Pentagon’s “New Spice Route” in Africa (August 3 2012) Pentagon’s “New Spice Route” in Africa (August 3 2012)

Nick Turse the American journalist, historian and author has published an article on Toms Dispatch titled ‘Obama’s Scramble for Africa’ where he discusses ‘Secret Wars, Secret Bases, and the Pentagon’s “New Spice Route” in Africa’. In the article Turse states “They call it the New Spice Route, an homage to the medieval trade network that connected Europe, Africa, and Asia, even if today’s “spice road” has nothing to do with cinnamon, cloves, or silks.  Instead, it’s a superpower’s superhighway, on which trucks and ships shuttle fuel, food, and military equipment through a growing maritime and ground transportation infrastructure to a network of supply depots, tiny camps, and airfields meant to service a fast-growing U.S. military presence in Africa.
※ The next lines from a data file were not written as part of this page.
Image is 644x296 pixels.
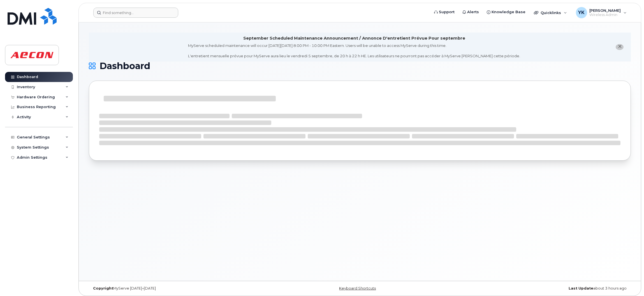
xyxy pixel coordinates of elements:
[451,286,631,291] div: about 3 hours ago
[100,62,150,70] span: Dashboard
[93,286,114,291] strong: Copyright
[339,286,376,291] a: Keyboard Shortcuts
[569,286,594,291] strong: Last Update
[188,43,520,59] div: MyServe scheduled maintenance will occur [DATE][DATE] 8:00 PM - 10:00 PM Eastern. Users will be u...
[616,44,624,50] button: close notification
[89,286,270,291] div: MyServe [DATE]–[DATE]
[244,36,465,42] div: September Scheduled Maintenance Announcement / Annonce D'entretient Prévue Pour septembre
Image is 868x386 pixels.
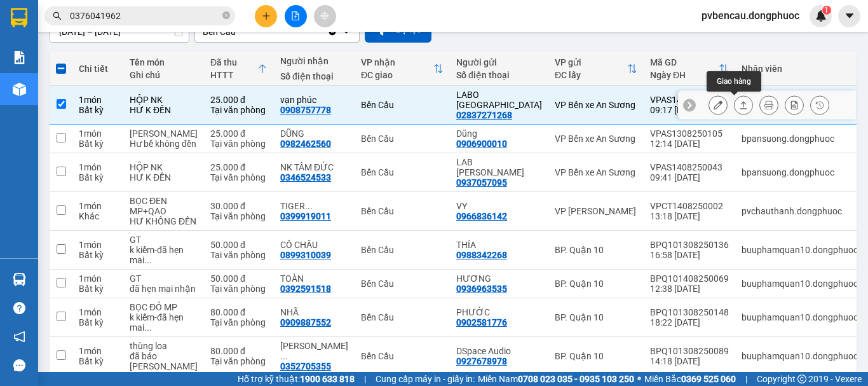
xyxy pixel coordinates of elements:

Few in the U.S. know about this superhighway, or about the dozens of training missions and joint military exercises being carried out in nations that most Americans couldn’t locate on a map. …operations in Africa have accelerated far beyond the more limited interventions of the Bush years: last year’s war in Libya; a regional drone campaign with missions run out of airports and bases in Djibouti, Ethiopia, and the Indian Ocean archipelago nation of Seychelles… The U.S. also has had troops deployed in Mali, despite having officially suspended military relations with that country following a coup. …engaged in a twenty-first century scramble for Africa, the possibility of successive waves of overlapping blowback grows exponentially.  Mali may only be the beginning and there’s no telling how any of it will end.  In the meantime, keep your eye on Africa.  The U.S. military is going to make news there for years to come.”